Stochastic processes are a keen interest of study across most scientific disciplines. Manifest in economic markets, biological evolution, the weather, crystal formation, and numerous other phenomena, they are ubiquitous in nature but often hard to simulate and predict.
Reflecting this difficulty of simulation, the complexity of a stochastic process is quantified in terms of the memory requirements of a machine that optimally predicts the process (a so-called ‘ε-machine’) [1]. Interestingly, it has recently been shown how quantum encoding can reduce such complexity for discrete-time, stochastic processes [2] as well as a certain type of continuous-time processes. Moreover, this quantum reduction of complexity may in fact become unbounded: There are processes which are simulable with a fixed number of memory quantum bits (qubits) while the number of classical bits required for the same simulation diverges to infinity.

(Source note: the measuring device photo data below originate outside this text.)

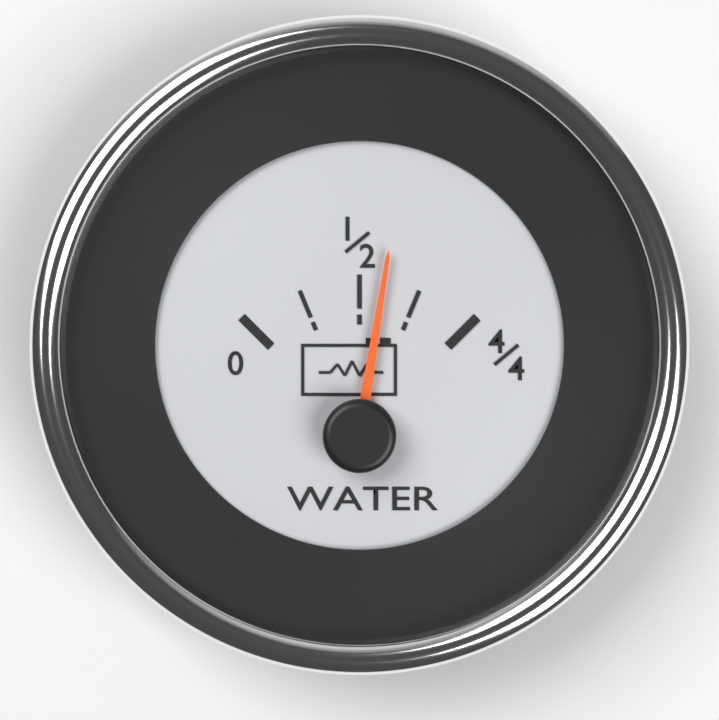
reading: 0.60 (no unit)
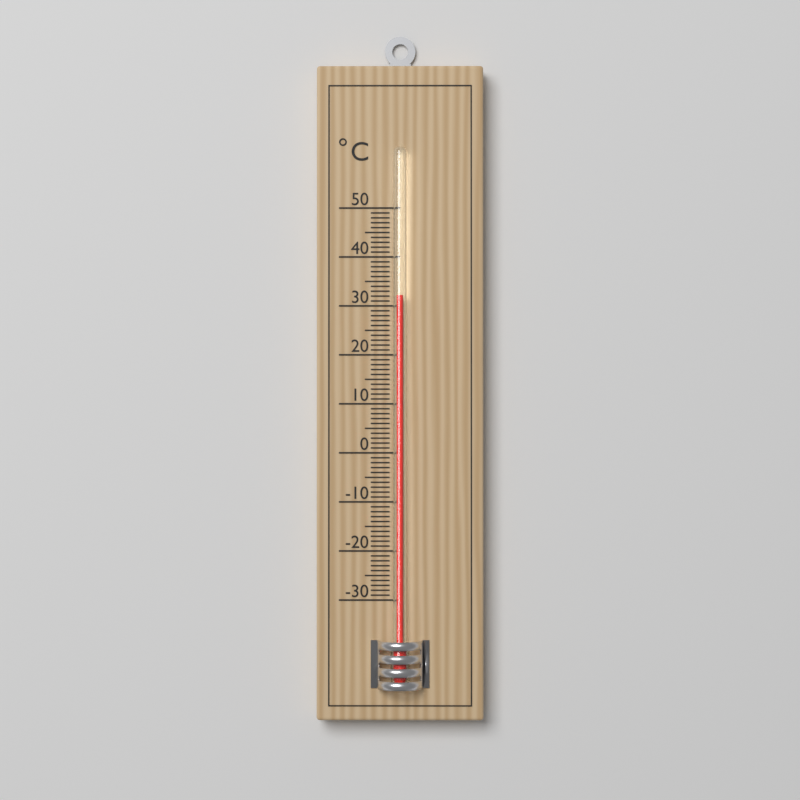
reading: 32 °C
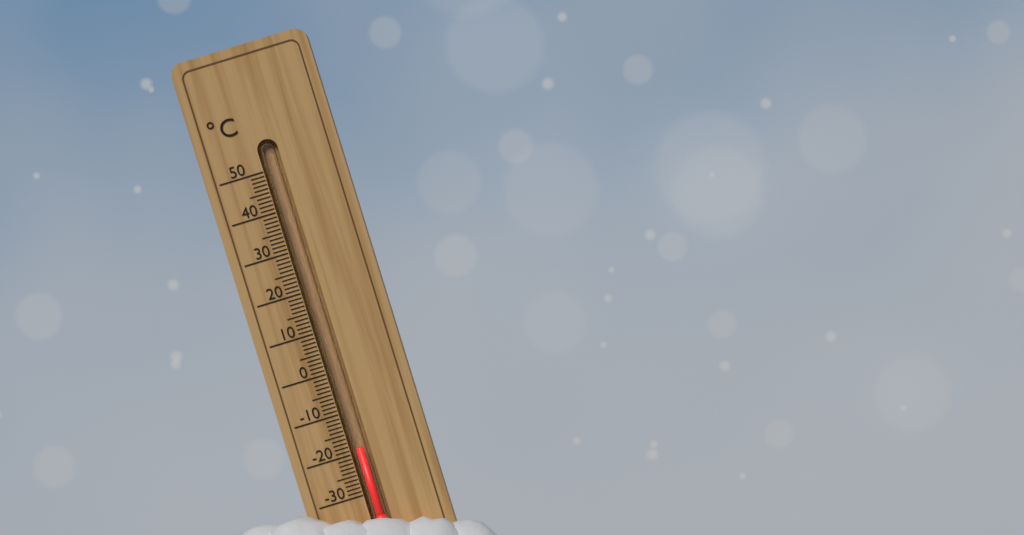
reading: -19 °C
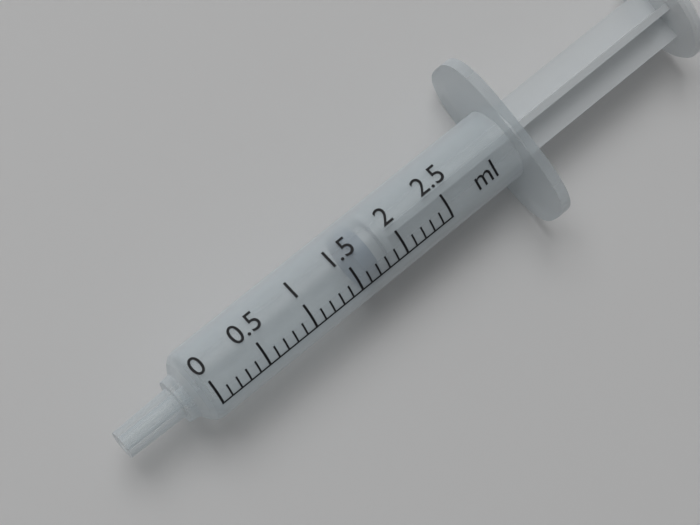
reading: 1.6 ml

Building on these results we establish a practical link between the quantum complexity of stochastic processes and their simulation in practice by giving a constructive description of a quantum simulator [3]. Our framework avoids unnecessary information loss during the simulation and opens up the possibility of practical implementation in state-of-the art quantum laboratories. The construction is generic and fully harnesses the complexity reduction due to quantum encoding, as is reflected by the quantum simulator’s reduced memory requirements.
The results will be illustrated for an example process and supported by experimental data.